The period from the close of the Civil War to the early 1900s, often described as the Gilded Age, was a time of great turmoil for banks. Eight panics, from 1884 to 1908, began in New York, the financial system’s center, and some of these crises spread to neighboring states. Fearful depositors sometimes cleared their accounts.
Trust in banking institutions was difficult to secure—in addition to the multiple panics of the age, people of modest means, struggling to meet their rent or mortgages, might find in their daily newspapers accounts of bank scandals, often alongside stories about new railroad tycoons or the bottomless appetites of the recently rich. A thin layer of fabulous wealth seemed a mask on the hardships and social problems below.
By the early part of the next century, the Hoboken Bank for Savings was part of an established cluster of downtown banks.
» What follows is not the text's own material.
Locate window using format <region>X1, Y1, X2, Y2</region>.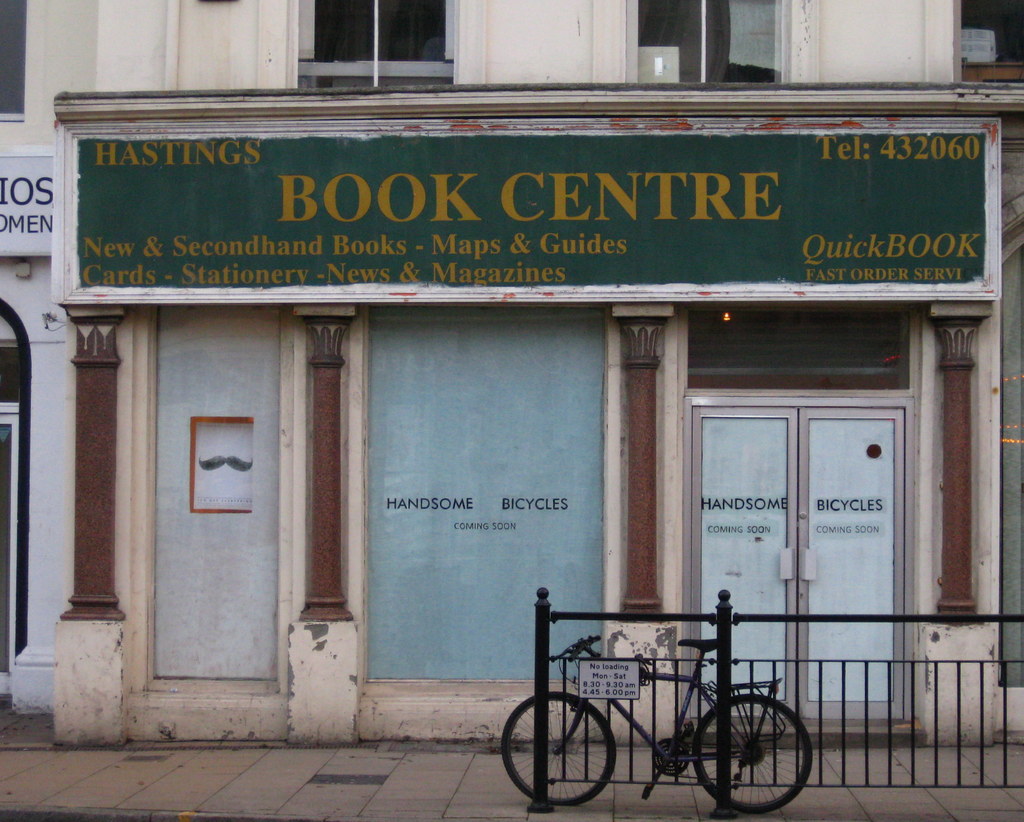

A similar institution did not appear uptown until development of the northern end of Washington Street accelerated in the 1890s, and then it emerged in grand style. Later known as “The Uptown Bank,” the limestone-clad Beaux-Arts style Hoboken Trust Company opened its doors at 14th and Washington Streets in 1903. It could easily find customers among residents of the nearby, and recently constructed, Elysian Apartments. Commonly known as the “Yellow Flats,” the apartment complex was designed by local architect Charles Fall, who was also the president of the Hoboken Trust Company.
In 1873, Hoboken residents learned that they were not immune to the avarice that seemed to characterize the age: a local official had stolen their money. The secretary at the Hoboken Bank for Savings, on the corner of Washington and First Streets, had committed forgery and embezzlement and fled to England. While the remaining bank officials pleaded with depositors to maintain their accounts, others set forth to retrieve the embezzler, who was holed up in a hotel drinking as many as nine bottles of wine a day. He was later tried and imprisoned.
The bank faltered, then righted itself. A photograph from the 1890s shows the image the institution wished to convey in the years after the crisis: a customer lobby that might offer a sense of stability and assurance that depositors’ savings were secure.